Caitlin Flanagan just published a provocative piece in the Atlantic about why the “garden curriculum” created by Alice Waters and running rampant in California is a bad idea. I agreed with her (here on DoubleX)–not because I think there’s anything wrong with a garden in a school, or because I think the school gardens represent a particular affront to immigrants and migrant workers (her token inflammatory hook–man, she’s good at that–I’ve yet to master it)–but because, as she finally says way, way at the end of the piece, every additional social agenda we tack onto the learning day takes away from actual instructional time.

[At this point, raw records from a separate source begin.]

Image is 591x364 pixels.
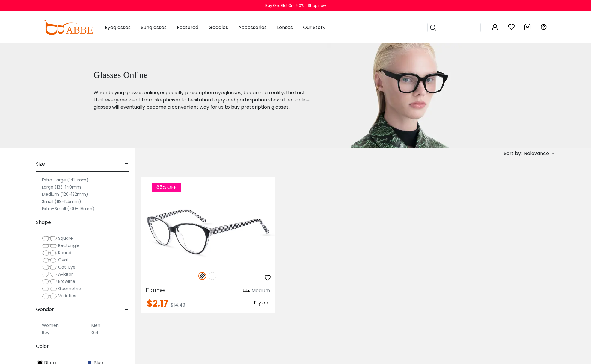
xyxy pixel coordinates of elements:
[42,205,94,212] label: Extra-Small (100-118mm)
[42,286,57,292] img: Geometric.png
[125,339,129,354] span: -
[125,215,129,230] span: -
[145,286,165,294] span: Flame
[58,286,81,292] span: Geometric
[252,299,270,307] button: Try on
[252,287,270,294] div: Medium
[305,3,326,8] a: Shop now
[141,24,166,31] span: Sunglasses
[42,191,88,198] label: Medium (126-132mm)
[42,176,88,183] label: Extra-Large (141+mm)
[141,199,275,266] img: Pattern Flame - Plastic ,Universal Bridge Fit
[524,148,549,159] span: Relevance
[58,242,79,249] span: Rectangle
[91,329,98,336] label: Girl
[42,271,57,278] img: Aviator.png
[238,24,267,31] span: Accessories
[94,89,311,111] p: When buying glasses online, especially prescription eyeglasses, became a reality, the fact that e...
[58,264,76,270] span: Cat-Eye
[253,299,268,307] span: Try on
[277,24,293,31] span: Lenses
[308,3,326,9] div: Shop now
[243,288,250,293] img: size ruler
[303,24,325,31] span: Our Story
[42,264,57,270] img: Cat-Eye.png
[42,279,57,285] img: Browline.png
[147,297,168,310] span: $2.17
[125,157,129,171] span: -
[42,236,57,241] img: Square.png
[209,24,228,31] span: Goggles
[36,339,49,354] span: Color
[327,43,479,148] img: glasses online
[42,183,83,191] label: Large (133-140mm)
[58,278,75,285] span: Browline
[42,329,49,336] label: Boy
[177,24,198,31] span: Featured
[42,250,57,256] img: Round.png
[152,182,181,192] span: 85% OFF
[504,150,522,157] span: Sort by:
[42,198,81,205] label: Small (119-125mm)
[42,257,57,263] img: Oval.png
[58,257,68,263] span: Oval
[42,293,57,299] img: Varieties.png
[58,293,76,299] span: Varieties
[36,215,51,230] span: Shape
[44,20,93,35] img: abbeglasses.com
[36,302,54,317] span: Gender
[209,272,216,280] img: White
[171,302,185,308] span: $14.49
[42,243,57,249] img: Rectangle.png
[58,271,73,277] span: Aviator
[36,157,45,171] span: Size
[265,3,304,9] div: Buy One Get One 50%
[105,24,131,31] span: Eyeglasses
[58,249,71,256] span: Round
[125,302,129,317] span: -
[58,235,73,241] span: Square
[42,322,58,329] label: Women
[91,322,100,329] label: Men
[94,69,311,80] h1: Glasses Online
[198,272,206,280] img: Pattern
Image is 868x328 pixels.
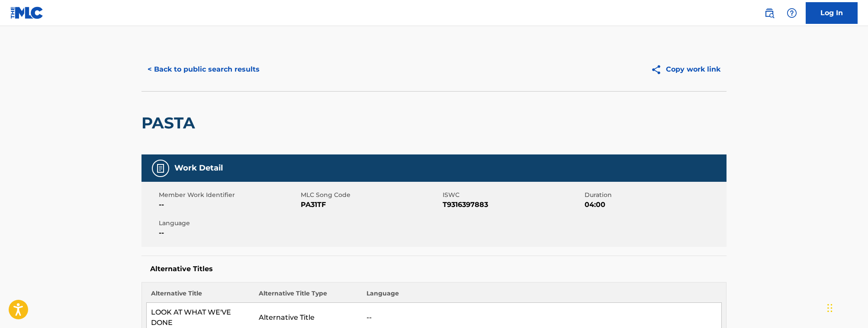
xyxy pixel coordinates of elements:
[155,163,166,173] img: Work Detail
[443,191,582,199] span: ISWC
[159,228,298,238] span: --
[301,191,440,199] span: MLC Song Code
[159,199,298,210] span: --
[301,199,440,210] span: PA31TF
[147,288,255,302] th: Alternative Title
[650,64,665,75] img: Copy work link
[141,113,200,133] h2: PASTA
[159,191,298,199] span: Member Work Identifier
[806,2,858,24] a: Log In
[827,295,832,320] div: Drag
[10,7,44,19] img: MLC Logo
[255,288,363,302] th: Alternative Title Type
[764,8,774,18] img: search
[585,199,724,210] span: 04:00
[645,59,726,81] button: Copy work link
[761,5,778,22] a: Public Search
[159,218,298,228] span: Language
[585,191,724,199] span: Duration
[151,264,717,273] h5: Alternative Titles
[174,163,222,173] h5: Work Detail
[824,286,868,328] iframe: Chat Widget
[443,199,582,210] span: T9316397883
[141,59,266,81] button: < Back to public search results
[363,288,721,302] th: Language
[783,5,801,22] div: Help
[787,8,797,18] img: help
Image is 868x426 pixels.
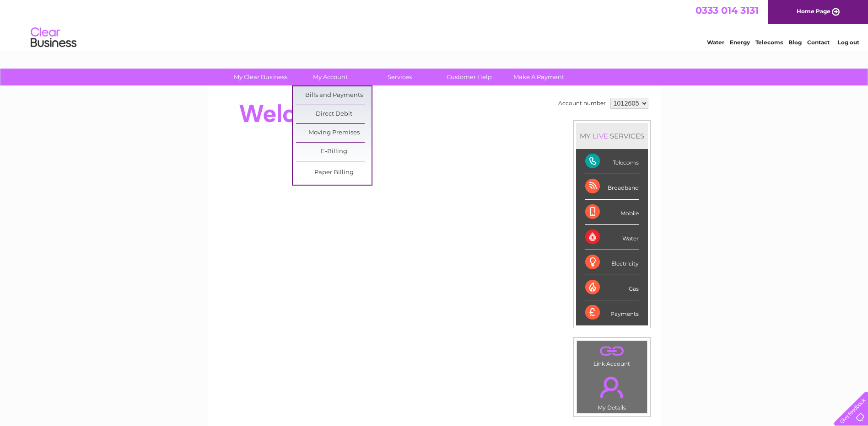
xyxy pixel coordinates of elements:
[576,123,648,149] div: MY SERVICES
[556,95,608,111] td: Account number
[590,131,610,140] div: LIVE
[432,68,507,86] a: Customer Help
[580,343,644,359] a: .
[362,68,437,86] a: Services
[730,39,750,46] a: Energy
[585,276,639,301] div: Gas
[223,68,298,86] a: My Clear Business
[577,340,647,369] td: Link Account
[296,105,371,123] a: Direct Debit
[585,149,639,174] div: Telecoms
[296,86,371,104] a: Bills and Payments
[585,301,639,325] div: Payments
[585,225,639,250] div: Water
[580,371,644,403] a: .
[577,369,647,413] td: My Details
[501,68,577,86] a: Make A Payment
[707,39,725,46] a: Water
[296,142,371,161] a: E-Billing
[31,23,77,51] img: logo.png
[696,5,759,16] a: 0333 014 3131
[292,68,368,86] a: My Account
[755,39,783,46] a: Telecoms
[837,39,859,46] a: Log out
[585,200,639,225] div: Mobile
[296,164,371,182] a: Paper Billing
[296,124,371,142] a: Moving Premises
[789,39,801,46] a: Blog
[585,174,639,199] div: Broadband
[218,5,651,44] div: Clear Business is a trading name of Verastar Limited (registered in [GEOGRAPHIC_DATA] No. 3667643...
[585,250,639,276] div: Electricity
[807,39,829,46] a: Contact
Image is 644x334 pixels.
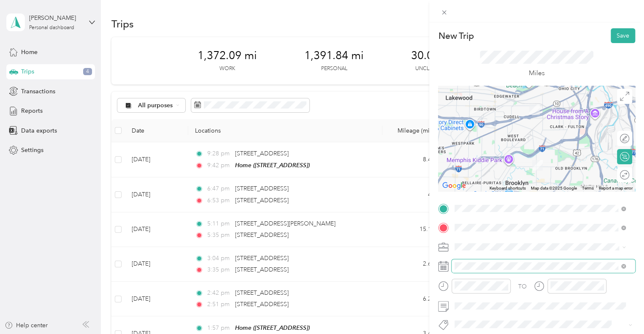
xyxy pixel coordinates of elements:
[528,68,545,79] p: Miles
[440,181,468,191] img: Google
[518,282,527,291] div: TO
[582,186,594,190] a: Terms (opens in new tab)
[596,287,644,334] iframe: Everlance-gr Chat Button Frame
[599,186,633,190] a: Report a map error
[531,186,577,190] span: Map data ©2025 Google
[611,28,635,43] button: Save
[438,30,473,42] p: New Trip
[489,185,526,191] button: Keyboard shortcuts
[440,181,468,191] a: Open this area in Google Maps (opens a new window)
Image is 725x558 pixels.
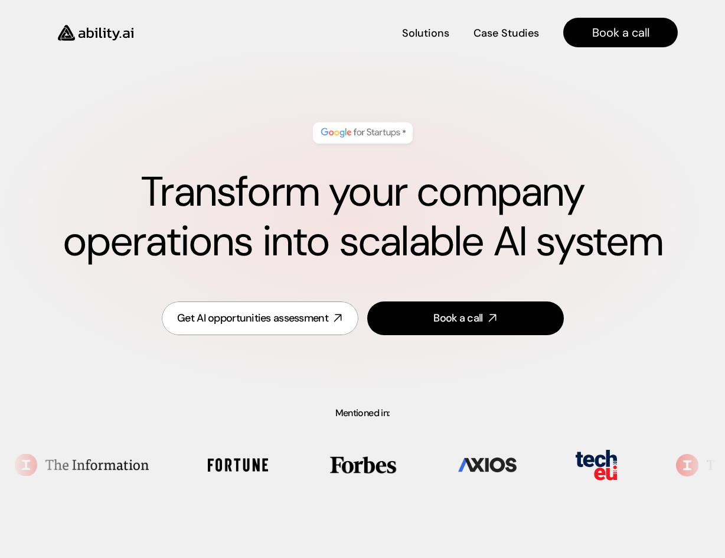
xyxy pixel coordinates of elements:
[434,311,483,326] div: Book a call
[564,18,678,47] a: Book a call
[27,408,699,418] p: Mentioned in:
[150,18,678,47] nav: Main navigation
[47,167,678,266] h1: Transform your company operations into scalable AI system
[593,24,650,41] h4: Book a call
[473,22,540,43] a: Case Studies
[162,301,359,335] a: Get AI opportunities assessment
[402,22,450,43] a: Solutions
[177,311,328,326] div: Get AI opportunities assessment
[367,301,564,335] a: Book a call
[402,26,450,41] h4: Solutions
[474,26,539,41] h4: Case Studies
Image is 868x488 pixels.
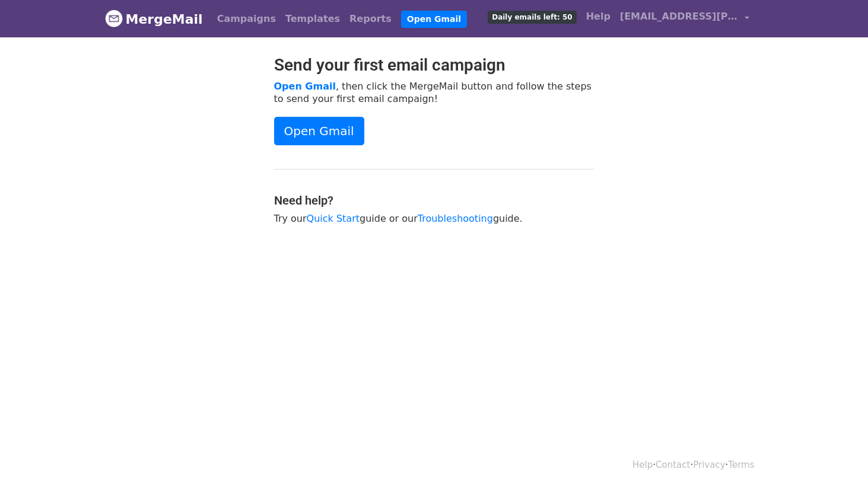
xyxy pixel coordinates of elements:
[274,55,595,75] h2: Send your first email campaign
[483,4,581,29] a: Daily emails left: 50
[307,213,359,224] a: Quick Start
[615,4,754,32] a: [EMAIL_ADDRESS][PERSON_NAME][DOMAIN_NAME]
[632,460,653,470] a: Help
[620,10,738,24] span: [EMAIL_ADDRESS][PERSON_NAME][DOMAIN_NAME]
[105,10,123,27] img: MergeMail logo
[280,7,345,31] a: Templates
[274,81,336,92] a: Open Gmail
[105,7,203,32] a: MergeMail
[345,7,396,31] a: Reports
[274,194,595,208] h4: Need help?
[274,117,364,145] a: Open Gmail
[417,213,493,224] a: Troubleshooting
[274,213,595,224] p: Try our guide or our guide.
[213,7,280,31] a: Campaigns
[488,11,576,24] span: Daily emails left: 50
[582,4,615,29] a: Help
[693,460,725,470] a: Privacy
[656,460,690,470] a: Contact
[728,460,754,470] a: Terms
[274,80,595,105] p: , then click the MergeMail button and follow the steps to send your first email campaign!
[401,11,467,28] a: Open Gmail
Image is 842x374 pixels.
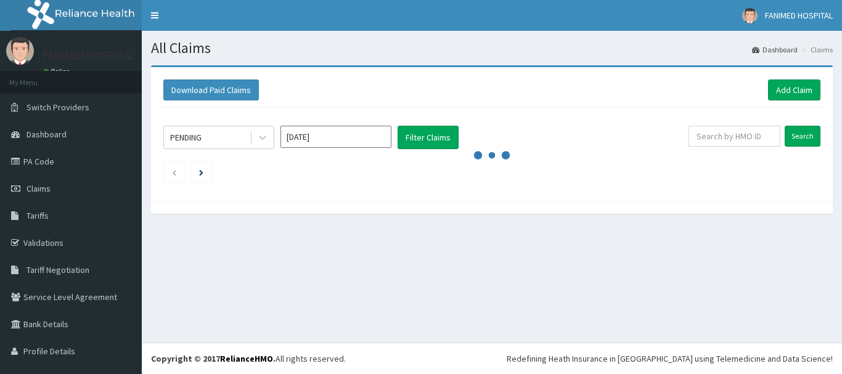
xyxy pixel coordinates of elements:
[784,126,820,147] input: Search
[26,210,49,221] span: Tariffs
[142,343,842,374] footer: All rights reserved.
[43,67,73,76] a: Online
[768,79,820,100] a: Add Claim
[26,183,51,194] span: Claims
[171,166,177,177] a: Previous page
[220,353,273,364] a: RelianceHMO
[26,129,67,140] span: Dashboard
[799,44,833,55] li: Claims
[6,37,34,65] img: User Image
[26,102,89,113] span: Switch Providers
[163,79,259,100] button: Download Paid Claims
[43,50,135,61] p: FANIMED HOSPITAL
[507,352,833,365] div: Redefining Heath Insurance in [GEOGRAPHIC_DATA] using Telemedicine and Data Science!
[742,8,757,23] img: User Image
[765,10,833,21] span: FANIMED HOSPITAL
[170,131,202,144] div: PENDING
[199,166,203,177] a: Next page
[397,126,458,149] button: Filter Claims
[688,126,780,147] input: Search by HMO ID
[473,137,510,174] svg: audio-loading
[752,44,797,55] a: Dashboard
[151,40,833,56] h1: All Claims
[26,264,89,275] span: Tariff Negotiation
[151,353,275,364] strong: Copyright © 2017 .
[280,126,391,148] input: Select Month and Year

On the one hand, who could argue with teaching kids recycling, or gardening, or anti-bullying, or whatnot. But if you add, say, a three-hour-long anti-bullying curriculum, or an hour and a half a week in the garden, that time has to come from somewhere. The idea is usually that the new plan will be integrated with the usual learning–so, we’ll do math about how good recycling is for our community, or we’ll measure a garden or count seeds. Before I had a kid in school, I was all over that. How much more interesting is math is it’s really about something? It just sounds so good!
But once Sam started school, we found that what sounded so cool in theory was a real failure in practice, at least for him. He learned all kinds of cool stuff in the living classroom of the meadow during his first two years at school–but he didn’t learn how to read, or add, and I’m thinking those are going to be more transferable skills than the life cycle of the Monarch butterfly. We were–and I still am–pretty pissed. The school had him for six-plus hours a day, and all we got was an in depth explanation of a cocoon?
My conclusion was that, for Sam at least, you might be able to practice math and reading by applying it within one of those “experiential” or “living classroom” curricula, but it was a lot harder to actually learn the stuff in that context. So I thought Flanagan had an excellent point. If that “garden curriculum” isn’t making its numbers, it doesn’t have any place in the schools. I love gardens, and whole foods, and I think they’re important. But the basics have to come first.
I’m with you a hundred percent.
Me too. I plan to teach my son about butterflies, birds, and gardens at home. I expect him to come home from school with math and reading skills. Doing it the other way around does not appeal to me.
Yep, show me the data. If the data shows that the kids are working at grade level, fine. If not, then they need to make some changes!